Labour’s proposal to impose VAT on private school fees will, we are often warned, lead to state schools becoming overloaded as parents withdraw their children from the independent sector and try to find alternative arrangements. That may turn out to be true in some areas in the short term, but in the longer term there is a different problem facing the state and independent sectors alike: a falling population of school-age children. It isn’t excessive class sizes which threaten to be an issue so much as shrinking classes, leading to school closures and amalgamations with other institutions.
London classrooms appear to be emptying – in 2022, 15.5 per cent of primary school places were unfilled
For nursery and primary schools in England, pupil numbers peaked in 2019. By 2028, according to the government’s projections, pupil numbers will fall a further 207,000 to 4.36 million. That is equivalent to 100 Grange Hills’ worth of pupils simply evaporating over the next four years.
In some areas the fall will be especially precipitous: Lambeth, Hillingdon and Ealing are all expected to lose 15 per cent of their pupils over the next three years. For secondary schools, the demographic trends inevitably follow a few years later. Numbers are expected to be at their lowest in 2026/27.
Much has been written about the deleterious economic effects of an ageing population, as fewer working-age people have to support a still-growing population of retired people – whose state pensions are paid out of current tax revenues.
But for schools, the problem of a shrinking population is arriving much sooner. The background to this is falling birth rates throughout the developed world, and increasingly in developing countries too. Of around 40 countries deemed by the World Bank to be ‘developed’, only one has a Total Fertility Rate – the average number of children born to women during their child-bearing years – above the replacement rate of 2.1. That is Israel, on 2.82. In Britain it is 1.87.
That overall figure masks the more detailed picture: that the fertility rate is only holding up thanks to a far higher fertility rate among the migrant population.
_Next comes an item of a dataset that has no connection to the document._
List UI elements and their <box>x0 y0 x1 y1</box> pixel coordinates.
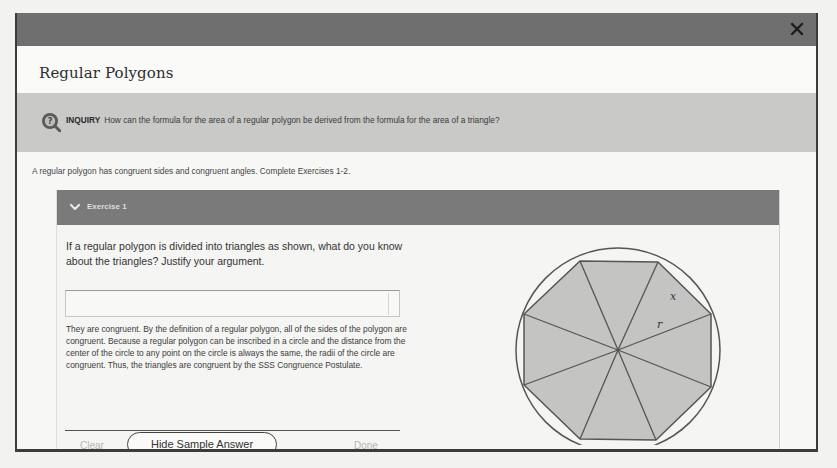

In 2022, 30.3 per cent of births were to mothers who themselves were born outside the UK.
What does this mean for schools? State schools have already seen some closures: the number in London fell by a net 11 between 2020 and 2022, from 2,561 to 2,550. Among those lost are Archbishop Tenison’s School and St Martin-in-the-Fields High School for Girls, both ancient foundations which were run as state academies in their last years. In Lambeth, where both schools were based, there is an additional factor impacting on school rolls: the redevelopment of council estates which had significant numbers of family-sized homes; many of the higher-density replacement flats have one or two bedrooms.
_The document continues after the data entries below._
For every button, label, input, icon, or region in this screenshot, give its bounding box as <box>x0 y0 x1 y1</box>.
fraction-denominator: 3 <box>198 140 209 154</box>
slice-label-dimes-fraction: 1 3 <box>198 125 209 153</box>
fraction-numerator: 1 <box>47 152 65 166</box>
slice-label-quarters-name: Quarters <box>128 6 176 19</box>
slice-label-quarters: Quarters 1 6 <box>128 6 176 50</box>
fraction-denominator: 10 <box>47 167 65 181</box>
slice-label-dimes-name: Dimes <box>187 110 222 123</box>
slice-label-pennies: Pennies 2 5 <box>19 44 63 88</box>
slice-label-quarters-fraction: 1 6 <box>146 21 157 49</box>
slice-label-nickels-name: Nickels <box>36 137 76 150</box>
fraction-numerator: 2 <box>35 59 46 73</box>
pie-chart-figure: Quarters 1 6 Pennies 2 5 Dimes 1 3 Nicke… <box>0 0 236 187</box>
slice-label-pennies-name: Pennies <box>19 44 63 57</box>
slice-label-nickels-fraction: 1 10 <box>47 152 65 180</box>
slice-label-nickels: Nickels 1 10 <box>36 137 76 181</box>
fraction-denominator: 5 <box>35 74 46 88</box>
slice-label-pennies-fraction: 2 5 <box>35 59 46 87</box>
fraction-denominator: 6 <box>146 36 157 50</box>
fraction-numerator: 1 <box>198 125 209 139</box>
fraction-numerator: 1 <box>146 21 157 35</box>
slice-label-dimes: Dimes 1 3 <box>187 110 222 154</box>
London classrooms appear to be emptying – in 2022, 15.5 per cent of primary school places were unfilled. There are grants available to keep schools with falling rolls open, but that money is only going to go so far. Not every school will be spared like Milburn School in Cumbria, which had 32 pupils on its roll in 2001 but when inspected again in 2020 had just seven, taught by a single teacher. It was then reported to be the smallest school in England, but has evaded closure thanks to its remote location. No urban school is going to be allowed to shrink to that size before the fabled men from the ministry flog off its site to developers.
Nor, indeed, do all remote schools survive the axe. The Skerries School, which served a small group of islands off the Shetlands, made Milburn School look crowded, with a roll down to just three pupils before the Shetland Islands Council called time this summer. From the autumn term pupils will be transferred to a school in Lerwick, the metropolis of the Shetlands. The school has twice been mothballed before, once when it had precisely zero pupils.
Interestingly, the independent sector has avoided the demographic crunch. Apart from a small dip around the ages of seven and eight (the number of seven-year-olds has fallen from 27,424 in 2019 to 26,861 this year), primary, prep and pre-prep schools affiliated to the Independent Schools Council (ISC) have managed to retain stable rolls over the past five years. From age 11 upwards there have been substantial gains in rolls: the number of 15-year-olds at ISC schools grew from 47,740 in 2019 to 53,541 last year. Even so, not all have survived. Falling rolls led to the announcement by Alton School, Hampshire, that it is to close after 86 years.
Given that they only educate 6 per cent of children, the fortunes of independent schools are not exposed so directly to the birth rate as are those of state schools. An independent school can find itself in trouble in spite of a baby boom if it fails to persuade enough parents it is worth spending money on private education over the free-at-the-point-of-delivery state option. Conversely, independent schools can still flourish against a backdrop of falling births if they can grab a larger share of the overall education market.
If all else fails, they have the option of giving themselves up to the state sector. It worked for Liverpool College, according to headmaster Hans van Mourik Broekman, who helped convert the school into a state academy 11 years ago. The increase in pupil numbers, he says, enabled it to start teaching Latin – which it hadn’t done before – and to set up an orchestra.
Falling birth rates are certainly going to claim some casualties among Britain’s schools, state and independent sectors alike. But the victims will not necessarily be the ones you might expect. So long as there is still someone breeding in the neighbourhood, there may yet be ways to keep your school’s doors open.